5) Acclimatization to the heat is a poorly understood process, even by some “experts.” Immediately after Korey’s death a physician for an NFL team stated on national TV, “We play in these hot conditions, so we must practice in them.”  Although the comment sounds logical, there are several things wrong with it.  First, heat stroke deaths occur in training camp, not in games. Players know the real challenge to their survival is training camp, so they work out in the heat to prepare.  Unfortunately, the acclimatization does them no good if they are required to have their equipment on at all times during practice.

It is well known that athletes can exercise more safely in the heat once they’ve become acclimatized.

However, if their skin is covered and sweat is not allowed to evaporate and cool the blood beneath the skin, the acclimatization is of no benefit.  Research shows that with a football uniform on, core temperatures rise quickly to dangerous levels even in an air-conditioned environment - - even if the athlete has acclimatized previously.  During water breaks it is important for players to remove as much equipment and clothing as possible to allow sweat evaporation to cool them off.

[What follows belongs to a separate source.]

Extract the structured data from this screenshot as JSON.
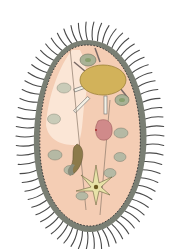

6) No one questions the role of coaches to push athletes to higher comfort zones, sometimes past the point of pain or fatigue.  This is a necessity in football.  However, this can never be done when the outcome is unsafe or unknown, as is the case with heat injury.  Pro football players must often compete with bruises, muscle pulls, and even broken bones.  But, in those cases the evolving damage is visible.

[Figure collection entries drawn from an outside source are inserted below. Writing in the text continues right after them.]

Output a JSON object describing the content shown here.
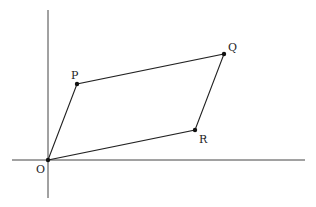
{
  "diagram": {
    "axes": {
      "x_axis": {
        "x1": 12,
        "y1": 160,
        "x2": 305,
        "y2": 160
      },
      "y_axis": {
        "x1": 48,
        "y1": 10,
        "x2": 48,
        "y2": 198
      }
    },
    "points": {
      "O": {
        "label": "O",
        "x": 48,
        "y": 160
      },
      "P": {
        "label": "P",
        "x": 77,
        "y": 84
      },
      "Q": {
        "label": "Q",
        "x": 224,
        "y": 54
      },
      "R": {
        "label": "R",
        "x": 195,
        "y": 130
      }
    },
    "shape": "parallelogram OPQR",
    "colors": {
      "line": "#222222",
      "axis": "#444444"
    }
  }
}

With hyperthermia, the extent of injury is not always identified by obvious symptoms.  The athlete cannot always tell if his core temperature is dangerously high, or if he is dehydrated.

Scientific studies with college wrestlers have shown that cognitive abilities are impaired when athletes are dehydrated.  We cannot expect players to make good judgements, nor can we rely on their appraisal of a heat injury they may not even feel.  The debilitating effect of high core temperatures on the Central Nervous System may mean the hypothalamus does not thermoregulate normally.  Athletes may not even feel overly hot or thirsty, when in fact they are extremely close to death.

7) Coaches demand compliance to their decisions.  This requires unqualified trust in the coach that what he is demanding is both safe and productive.  Hot, five-hour practice regimens are neither.  If a coach willfully drives his athletes into dangerous or unknown territory, he has broken the trust and no longer deserves their unqualified effort.

This is no less true if the coach doesn’t know the important facts, because he has failed to do his homework.  It is the obligation of every coach to stay up-to-date on scientific research related to safety and conditioning.

If coaches continue to fail in this responsibility, we can be thankful there are people as determined as Kelci Stringer, who has shown the courage to raise her voice in dissent at a difficult time in her life.

“No player should ever die again,” she said recently.  “I want to make a right out of a wrong.”